Note that since our django app requires basic authentication, so our URL needs to become something like: “https://username:password@localhost:port/“, so in our real test cases, we need to separate our self.live_server_url to allow username and password come into the URL string.

def test_connection(self):
	browser = self.selenium
	url = self.live_server_url
	browser.get(url)
	assert 'CAM²' in browser.title

def test_Login_Register_2(self):
	browser = self.selenium
	url = self.live_server_url + '/login'
	browser.get(url)
	x = browser.find_element_by_name('username')  # Find the search box
	x.send_keys('wrongusername')
	y = browser.find_element_by_name('password')
	y.send_keys('wrongpassword')
	browser.find_element_by_name('submitbutton').click()
	error = browser.find_element(By.ID,value="loginerror")
	assert error.get_attribute("innerHTML") == 'Please enter a correct username and password. Note that both fields may be case-sensitive.'

In this testcase, we first direct to the login page, and then we find the input box: username and password box and send text into the box. Then we click on the submitbutton of the browser by finding the element. Since the browser stays on the same page, we do not need to change our redirect url, we can just simply find the error mesage on the page.

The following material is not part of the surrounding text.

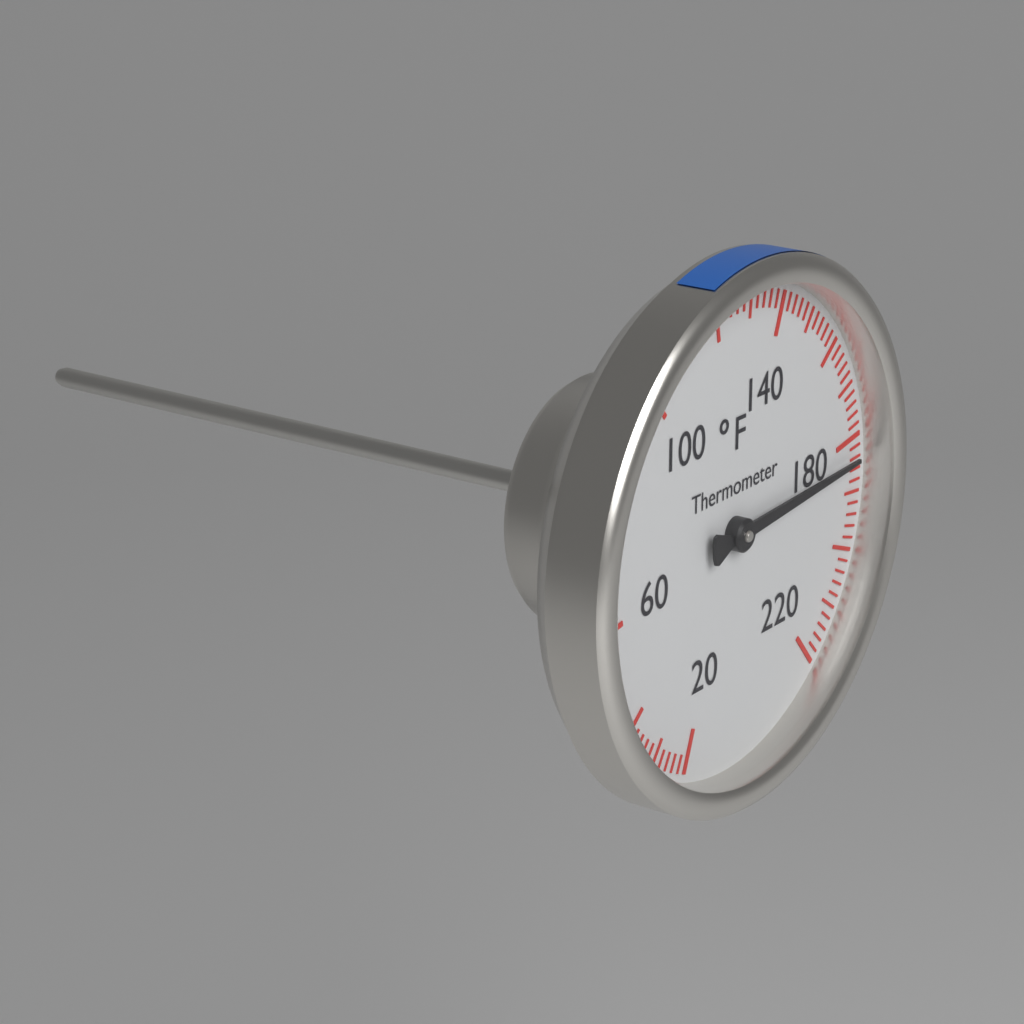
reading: 184 °F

If we can see the error message, then that means our test cases pass!

def test_Login_Register_1(self):

....

p.send_keys(self.test_password)
cp.send_keys(self.test_password)

browser.find_element_by_name('registerbutton').click()

#test if register can work

WebDriverWait(browser, 10).until(
	EC.text_to_be_present_in_element(
	(By.ID, 'emailconfirm'),
	 'Email confirmation sent'
	)
)

....

This testcase is something different from the previous ones. Since after we click on the register button, we will direct to a new url automatically and may cost some time to direct to the new url. So we are going to use the above method. We will wait the browser for 10 seconds and wait to see if there exist an element which id called ‘emailconfirm‘ on the page. If there exists an element, then the test pass. Else if the webpage cannot find the element called ‘emailconfirm‘ on the page for more than 10 seconds, then we can assume that the testcase does not pass.


That is almost everything for our testcases. If you would like to create more testcases, you can use Selenium Python Webdriver API as reference to test something new.